Review of Finance 2025 29(2), 315-347 open access
We investigate the importance of time-varying discount rates for commodity prices using an index based on twenty-three commodities for the period 1959–2024. We show that in commodities markets, unlike other financial markets, time variation in discount rates plays a much smaller role. Instead, prices forecast cash flows as well as discount rates. A high price for a commodity today, measured as a low percentage net convenience yield, forecasts both a high future convenience yield and a low expected return. For longer horizons, variation in percentage net convenience yields seems mainly driven by net convenience yield growth, making commodities much closer to the classical textbook view of price changes representing news about cash flows.

Asset pricing with heterogeneous agents and long-run risk

Journal of Financial Economics 2021 140(3), 941-964 open access
This paper shows that belief differences have strong effects on asset prices in consumption-based asset-pricing models with long-run risks. Belief heterogeneity leads to time-varying consumption and wealth shares of the agents. This time variation can resolve several asset-pricing puzzles, including the large countercyclical variation of expected risk premia, the volatility of the price-dividend ratio, the predictability of cash flows and returns, and the large predictability of returns in recessions. These findings show that belief differences, a widely observed attribute of investors, significantly improve the explanatory power of long-run risk asset-pricing models.

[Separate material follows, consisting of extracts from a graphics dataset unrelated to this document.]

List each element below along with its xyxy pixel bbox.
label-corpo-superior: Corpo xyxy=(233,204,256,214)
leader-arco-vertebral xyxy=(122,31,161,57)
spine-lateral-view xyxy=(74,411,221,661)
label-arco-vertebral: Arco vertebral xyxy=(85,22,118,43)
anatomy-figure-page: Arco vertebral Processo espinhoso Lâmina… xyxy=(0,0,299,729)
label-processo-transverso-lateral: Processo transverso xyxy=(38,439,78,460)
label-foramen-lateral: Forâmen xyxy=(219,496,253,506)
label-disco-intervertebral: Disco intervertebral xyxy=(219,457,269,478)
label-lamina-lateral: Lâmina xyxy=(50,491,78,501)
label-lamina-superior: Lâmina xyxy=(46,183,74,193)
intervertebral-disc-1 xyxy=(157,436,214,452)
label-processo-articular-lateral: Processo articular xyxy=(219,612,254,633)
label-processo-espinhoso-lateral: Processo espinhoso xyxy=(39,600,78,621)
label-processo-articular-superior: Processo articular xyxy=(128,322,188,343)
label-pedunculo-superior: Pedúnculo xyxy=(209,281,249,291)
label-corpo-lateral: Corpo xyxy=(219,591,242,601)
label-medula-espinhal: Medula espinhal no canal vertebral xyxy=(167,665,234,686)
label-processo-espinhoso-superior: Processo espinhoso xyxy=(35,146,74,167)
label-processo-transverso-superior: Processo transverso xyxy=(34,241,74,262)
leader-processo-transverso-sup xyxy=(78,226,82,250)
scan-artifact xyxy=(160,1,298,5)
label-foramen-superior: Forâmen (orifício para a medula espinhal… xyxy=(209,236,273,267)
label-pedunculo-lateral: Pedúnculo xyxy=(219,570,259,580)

Existence of the Wealth-Consumption Ratio in Asset Pricing Models with Recursive Preferences

Review of Financial Studies 2024 37(3), 989-1028 open access
Modern asset pricing models combine recursive preferences with complex dynamics for the underlying consumption process. The existence of solutions is for many of these models an unsettled question. This paper introduces a novel technique to prove existence and nonexistence, as well as uniqueness for models with recursive preferences. The approach applies to many models of interest, including those with long-run consumption risks, with stochastic volatility and jumps, with time-varying consumption disasters, and with smooth ambiguity aversion and learning. Collectively, the proven results settle the existence question for many of today’s leading asset pricing models.

Higher Order Effects in Asset Pricing Models with Long‐Run Risks

Journal of Finance 2018 73(3), 1061-1111 open access
ABSTRACT This paper shows that the latest generation of asset pricing models with long‐run risk exhibit economically significant nonlinearities, and thus the ubiquitous Campbell‐Shiller log‐linearization can generate large numerical errors. These errors translate in turn to considerable errors in the model predictions, for example, for the magnitude of the equity premium or return predictability. We demonstrate that these nonlinearities arise from the presence of multiple highly persistent processes, which cause the exogenous states to attain values far away from their long‐run means with nonnegligible probability. These extreme values have a significant impact on asset price dynamics.